Monday, February 10, 2014

Theatre of Blood (1973): Using the Stage for Revenge

Theatre of Blood (1973)
dir: Douglas Hickox

Rarely has a b-movie had such a high intellectual price of entry. This movie is custom made for fans of Shakespeare who also really like Vincent Price, and bloody low-budget horror movies. Given the amount of death in Shakespeare's tragedies, one might think that this has some crossovers.

Vincent Price is Edward Lionheart, a terrible Shakespearean actor who held a final season of Shakespearean tragedies, in which he played the lead and was panned for all of his performances. At some pre-film awards ceremony, he expected to get a "Critic's Choice Award," but was humiliated instead, and subsequently attempts suicide. He survives to exact his revenge on the ones who deserve it most: the critics. He starts killing the critics using the methods of various Shakespearean plays in the order he performed them in his last season. During the sequences, he also performs the choice speeches that surround the murder.

In order to fully appreciate this movie, it helps to have a cursory knowledge of Shakespeare. And, by cursory, I mean, knowledge of no less than 8 Shakespearean plays: Julius Caesar, Troilus and Cressida, Cymbeline, Henry VI Part 1, Richard III, The Merchant of Venice, Othello and Titus Andronicus.

Why do you need all of this knowledge? Because the death scenes are made into absurdist weird set pieces that seem like obscure oblique ways to kill people without any knowledge of their actual origins. Even with the knowledge of their origins, but without knowing the actual plays, the scenes are still rampant odes to some of the most famous scenes, and some of the least famous scenes, in Shakespeare with the dialogue stolen wholesale from the plays.

I can't imagine people who don't enjoy Shakespeare finding much enjoyment out of this movie. It seems like a prank in order to get you to eat your vegetables. If you find Shakespearean language dense and impenetrable, especially when parceled out at a spoken speed, you'll probably hate this.

Those who have studied Shakespeare sometimes are appalled by the sheer amount of violence in Shakespeare's plays, and this isn't for them either. The horror-comedy tropes are in full spectacle here, using and abusing all of Shakespeare's most violent tendencies.

But, for the crossover market, this is a perfect evisceration of both the supposed politeness of Shakespeare, and also a way to watch people get their secret jollies out on screen. Shakespeare was never polite. He was always just dense. But, his plays were always brutal.

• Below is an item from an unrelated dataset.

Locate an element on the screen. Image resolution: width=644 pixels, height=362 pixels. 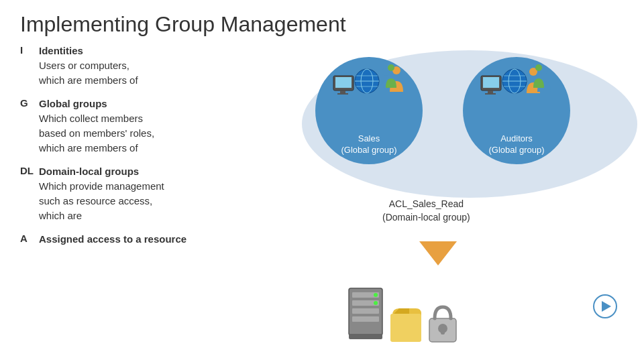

But, then there's the second half of this movie, which is watching Vincent Price murder all of his critics who were so hoity-toity they couldn't appreciate him in the likes of The Abominable Dr. Phibes, or Dr. Goldfoot and the Bikini Machine, just to name a couple of his then-recent films. And, as such, he was going to hoist them on their own petard, so to speak. If it's Shakespeare they want, it's Shakespeare they'll get!!!

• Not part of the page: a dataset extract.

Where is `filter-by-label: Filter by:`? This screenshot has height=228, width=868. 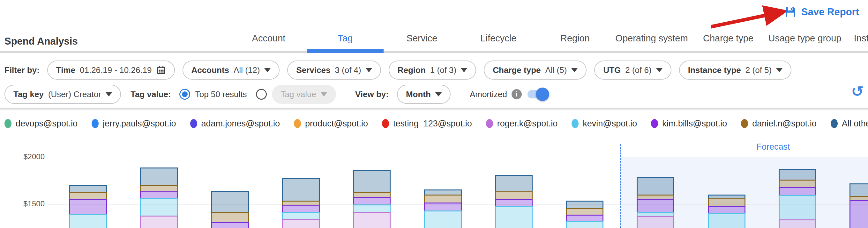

Plus, he always wanted to do Shakespeare, and he got to chew the scenery as he always loved to do and was so good at. But, that almost takes backseat to getting revenge on the critics for their need for high culture in film.

Will you enjoy it? Do you like Shakespeare and b-horrors? It's the most fun you can have watching Vincent Price, unless you don't get Shakespeare. And, that can be a high price of admission for many people. If you have that, it is amazing.